Tuesday, November 4, 2008

The Long Tail - Chris Anderson

The long tail article by Anderson, covered how the media and entertainment industries will succeed not by pushing only mass market hits that are popular among many but by also mining the "long tail" of interest among a few in less-popular books, songs, movies and more. As we discussed in class that top 20% in any market makes more profit than the other 80%, however Anderson in his article says, that the other 80% can create as much profit as the top 20%. Sure, maybe thousands want to buy a hit song. But add up all those who want to buy lesser-known titles, and they might generate as much or more revenue than the hits themselves. As a merchant, you want to tap into both the "head" of interest and the "long tail" that follows behind. The first is we forget that the 20 percent rule in the entertainment industry is about hits, not sales of any sort. We're stuck in a hit-driven mindset - we think that if something isn't a hit, it won't make money and so won't return the cost of its production. We assume, in other words, that only hits deserve to exist. Like executives at iTunes, Amazon, and Netflix, has discovered that the "misses" usually make money, too. And because there are so many more of them, that money can add up quickly to a huge new market.

The tail makes much more sense when you see charts that illustrate it, such as the one below:


The point I was explaining in that article is that there are a large number of queries that happen far less often than the "leading" terms like "hit song" or "just a song" at the head of the list. Most queries form the long tail that's illustrated behind the head. Tap into the tail, and you've got sizable traffic, as well as traffic that often is reported to convert better than less general terms.

In other words, search has a long tail too. While it might not be new to search, it's certainly great to have the tail becoming more popularized in general. That's because it will further help those search marketers who mistakenly fixate on only the most popular terms to realize they need to consider the tail as well.


1 comment:

Graeme Bill said...

Thats funny that you connected the article that we read in IT class and made the connection to marketing. If all a company is able to do what the long tail says then its marketing could be done well and more successful.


#### REQUIRED ACTION:
Across the whole listing, state how many lines include "Where". Add nothing to that number.

⁂

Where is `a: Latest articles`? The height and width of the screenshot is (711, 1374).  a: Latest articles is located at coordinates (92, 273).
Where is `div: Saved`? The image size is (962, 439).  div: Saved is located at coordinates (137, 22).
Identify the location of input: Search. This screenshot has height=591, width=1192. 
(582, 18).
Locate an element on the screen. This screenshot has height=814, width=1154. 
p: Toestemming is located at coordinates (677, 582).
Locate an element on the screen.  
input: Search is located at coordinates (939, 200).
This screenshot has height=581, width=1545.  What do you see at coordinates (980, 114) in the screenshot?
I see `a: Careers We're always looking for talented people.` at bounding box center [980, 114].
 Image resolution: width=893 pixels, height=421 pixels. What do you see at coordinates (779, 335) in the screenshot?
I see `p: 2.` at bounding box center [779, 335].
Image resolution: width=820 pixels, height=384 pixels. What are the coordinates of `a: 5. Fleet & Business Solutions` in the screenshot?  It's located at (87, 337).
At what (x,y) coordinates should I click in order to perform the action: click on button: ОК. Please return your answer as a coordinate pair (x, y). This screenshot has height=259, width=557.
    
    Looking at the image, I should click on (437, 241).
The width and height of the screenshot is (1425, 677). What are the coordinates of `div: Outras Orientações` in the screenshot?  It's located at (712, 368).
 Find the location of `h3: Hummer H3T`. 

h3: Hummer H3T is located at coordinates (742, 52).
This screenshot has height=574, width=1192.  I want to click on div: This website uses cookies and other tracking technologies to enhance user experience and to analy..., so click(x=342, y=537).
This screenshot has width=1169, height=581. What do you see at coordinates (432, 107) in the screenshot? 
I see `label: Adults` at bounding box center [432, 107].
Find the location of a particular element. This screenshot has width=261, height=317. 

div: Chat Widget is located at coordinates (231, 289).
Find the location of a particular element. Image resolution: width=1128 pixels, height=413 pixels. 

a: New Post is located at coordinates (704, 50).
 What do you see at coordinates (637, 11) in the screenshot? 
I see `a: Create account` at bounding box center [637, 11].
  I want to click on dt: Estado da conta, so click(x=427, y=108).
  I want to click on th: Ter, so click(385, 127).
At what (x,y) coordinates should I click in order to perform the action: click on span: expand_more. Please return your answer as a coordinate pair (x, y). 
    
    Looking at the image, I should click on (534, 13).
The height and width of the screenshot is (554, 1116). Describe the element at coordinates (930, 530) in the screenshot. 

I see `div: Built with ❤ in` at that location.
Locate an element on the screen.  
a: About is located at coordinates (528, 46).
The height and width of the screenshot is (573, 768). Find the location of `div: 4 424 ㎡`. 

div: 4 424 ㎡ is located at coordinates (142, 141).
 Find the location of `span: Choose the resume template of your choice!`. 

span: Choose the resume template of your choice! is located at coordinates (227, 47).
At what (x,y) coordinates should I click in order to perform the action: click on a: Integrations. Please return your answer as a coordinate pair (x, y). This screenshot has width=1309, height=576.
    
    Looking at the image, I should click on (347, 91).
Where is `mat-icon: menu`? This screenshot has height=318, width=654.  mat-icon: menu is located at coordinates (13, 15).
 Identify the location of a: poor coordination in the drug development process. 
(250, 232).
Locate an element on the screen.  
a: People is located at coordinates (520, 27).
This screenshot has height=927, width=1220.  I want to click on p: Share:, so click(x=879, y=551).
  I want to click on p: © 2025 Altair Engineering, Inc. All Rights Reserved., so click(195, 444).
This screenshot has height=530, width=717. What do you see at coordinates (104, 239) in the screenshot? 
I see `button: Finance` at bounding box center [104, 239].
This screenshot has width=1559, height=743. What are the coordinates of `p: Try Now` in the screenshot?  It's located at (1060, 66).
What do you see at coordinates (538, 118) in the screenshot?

⁂

#### TASK SOLUTION:
3